Concerts in the Catacombs series. 22 September 2022

William Parker Quartet. Photo by Dan Bergsagel

There was no extended chat from the concert hosts at Green-Wood Cemetery to introduce this concert, just a cursory introduction to the William Parker Quartet. For some musicians this might be seen as a slight, but in his home town of New York City, this is testament to Parker’s standing in the improvisational scene: the usual hyperbole is unnecessary. 

There was no chat from the quartet, either. Parker begins with the textured, birdlike whistles of an overtone flute, accompanied by Cooper-Moore striking a yard-long mouth bow. This is ethereal music for cemeteries, for playing outside, for mixing with the sounds of wildlife. The atmosphere grows urgent as DoYeon Kim strikes a gong, and then spiritual as she sings, developing into almost anguished tones.

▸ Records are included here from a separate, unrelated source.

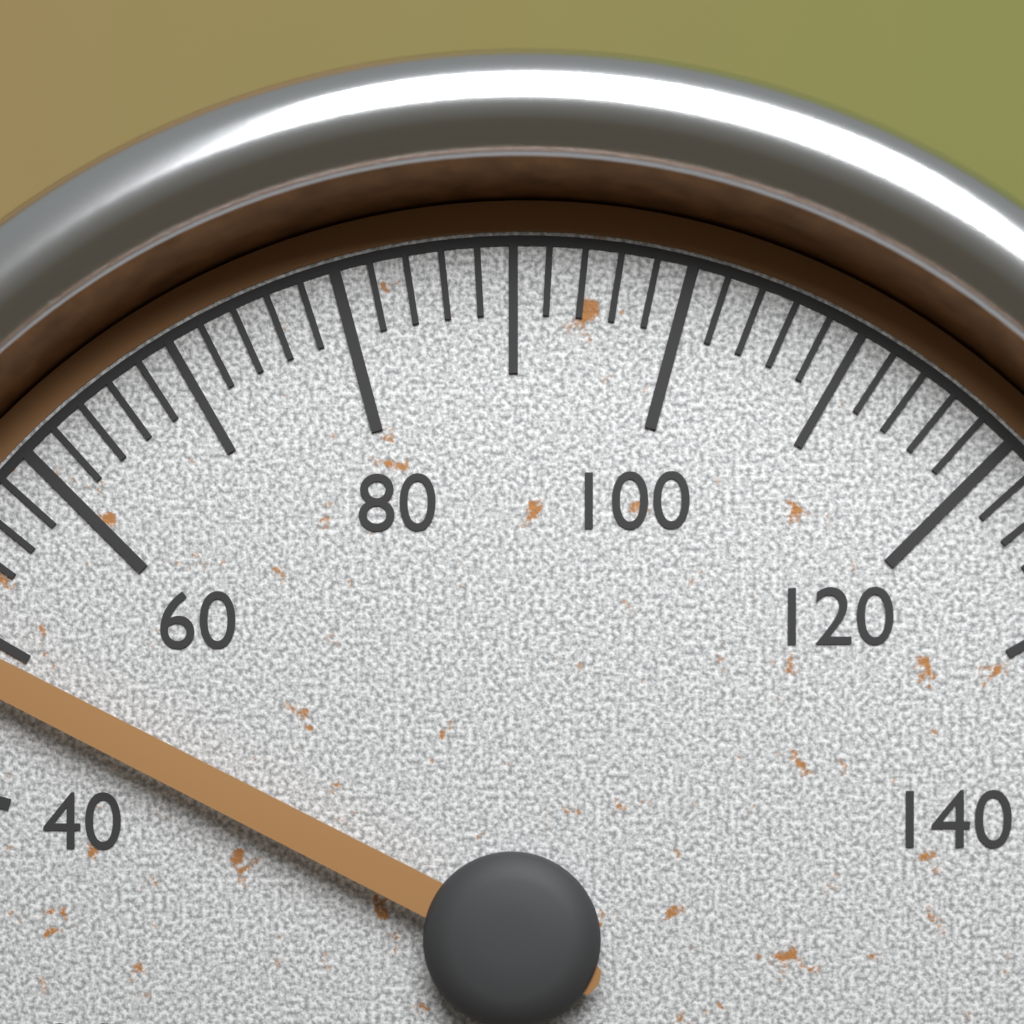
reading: 48 (no unit)
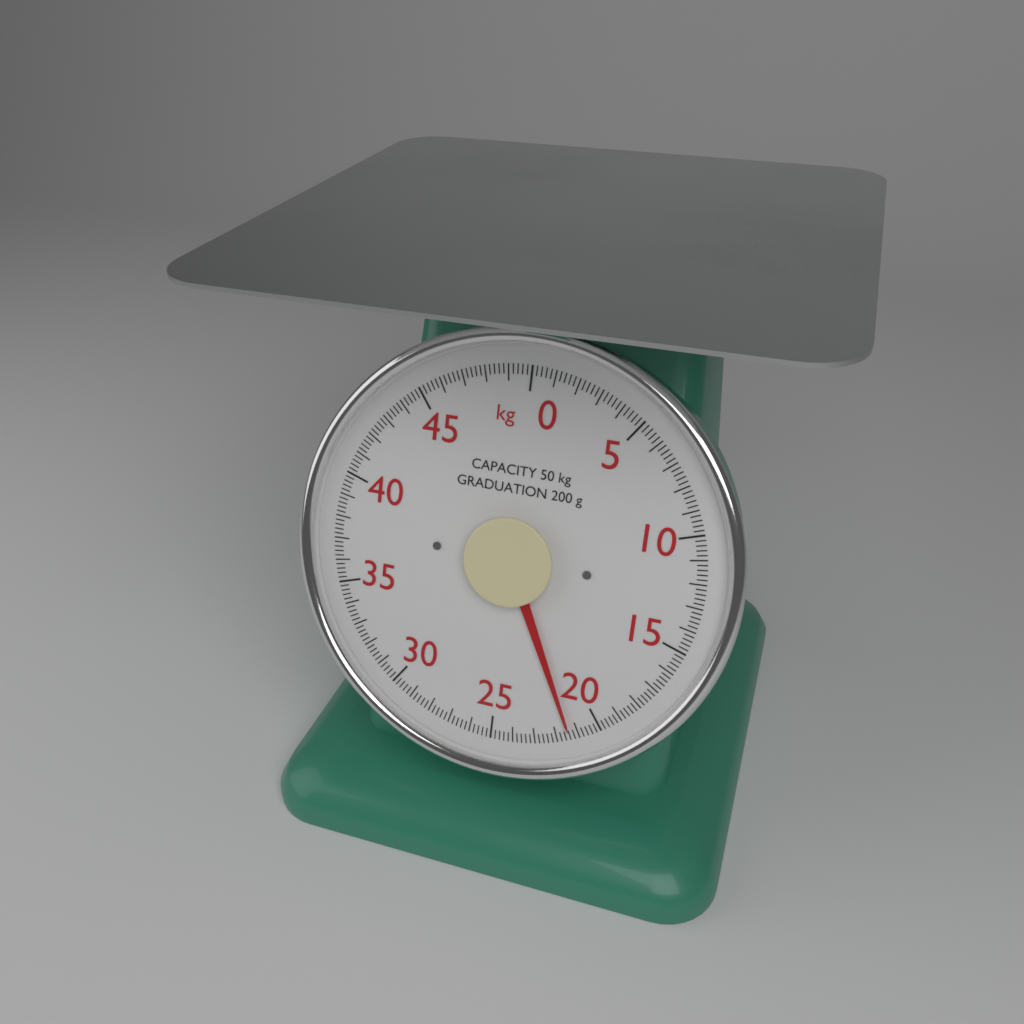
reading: 21.4 kg
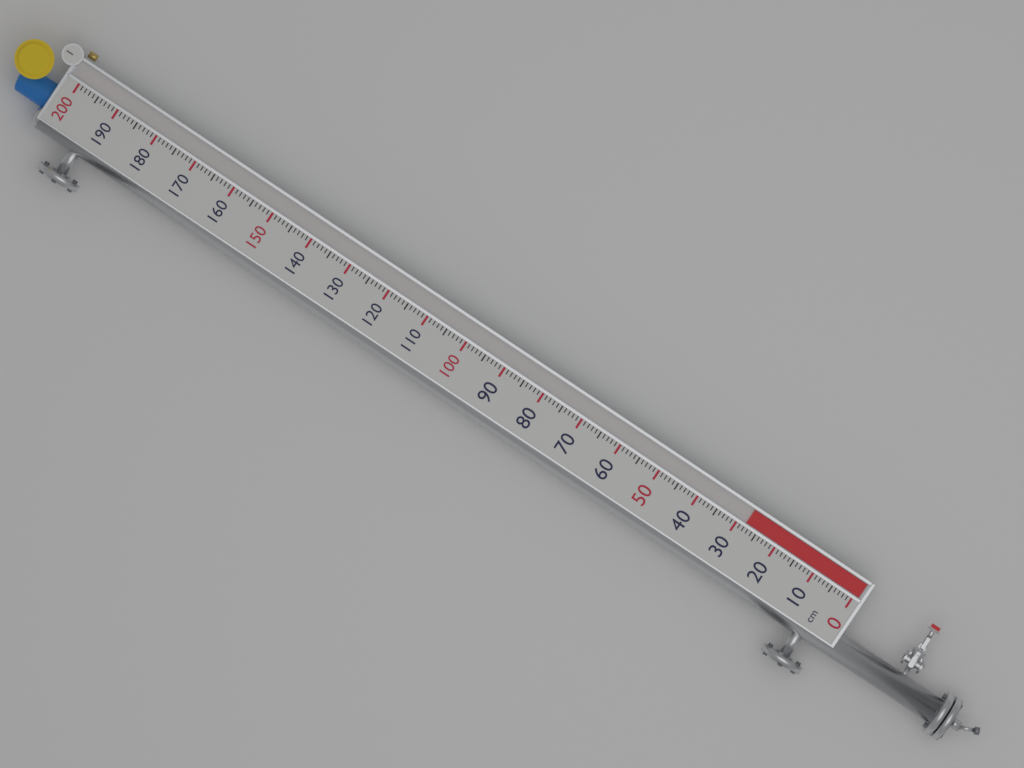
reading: 28 cm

Throughout the set, instruments shift, and the opening array of woodwind and percussion switches to a more string-focused ensemble – Parker now with his double bass, Cooper-Moore a large horizontal harp with a triangular resonator, and Kim a gayageum plucked zither. On bass, Parker settles into a groove with Hamid Drake beating with brushes. Here, Parker fills so much space with unhurried seemingly-simple lines. The two harps, flanking the rhythm section pluck sharp chords or strum with both hands creating rolling washes. The music morphs, individual moments merging into one another as Cooper-Moore pulls out instrument after home-made instrument – a bamboo piccolo, an ocarina, a lap xylophone – and Kim hitting an unexpected bluesy solo on her wide ranging zither. The eclectic set closes with Parker on a Kora-esque instrument, charmingly singing a rhyme Don Cherry wrote for his son Eagle-Eye in the 1970s, about pies in the sky and crusts made of clouds.

The music finishes, and there is hardly a moment for applause before the audience finds itself immediately immersed in a sort of Storytime with William and Friends. Without the support of microphones and with the wind occasionally whipping away their words, the crowd find themselves leaning in for an intimate moment as the band speak. Parker introduces his instruments and praises his band, who he clearly values deeply. He is full of reminisces about band members past and present, as well as practical descriptions of the array of instruments he has played – thankfully revealing that the unusually natural-wood bass clarinet that he played through a hose is a traditional Slovak instrument, the Fujara. Drake explains that he only played with Kim for the first time the previous evening, but now considers the Heart Trio – normally formed of Parker, Cooper-Moore and himself – to be a Heart Quartet. The space overflows with warmth.

However, it is Cooper-Moore who steals the show with his humour and tales of how he acquired his homemade instruments – from his broken garden hoe handle harp, to the xylophone borne from a bundle of wood found in the trash on the corner of Canal and Green St in Manhattan in 1973. It is this Bundle of Wood which brought me the highlight of the concert, as Cooper-Moore proceeds to introduce and perform Emancipation, a solo piece beaten out with a resonant, hollow, heavily damped air on this instrument formed of scrap, where each bar represents a friend. Emancipation is busy, layered, joyous, exhausting, and concise, all at once.

The whole event was concise, and captured a sense of fleeting change. This quartet is new, and may be short-lived in this format. We sit in the dark outside with the warm glow of battery candles on the last day of summer, and the first day in months that anyone has worn more than one layer in Brooklyn after a sticky summer. We are outside as, while billed as a Concert in the Catacombs, the resting dead clearly demanded to be left in peace and we didn’t make it inside (there appears to have been a snafu with a key). Instead, we were set up outside the front doors, with the wind, rustling leaves, chirping insects. The slight downside to this was the very regular planes shuttling directly overhead on the flight path into La Guardia airport in Queens. Luckily, Parker – as the improvisational king – was able to still create a sense of space and musical enclosure outside in an all-acoustic set up and overcome any interference.

The concert by the entrance to the Catacombs, built in the 1850s.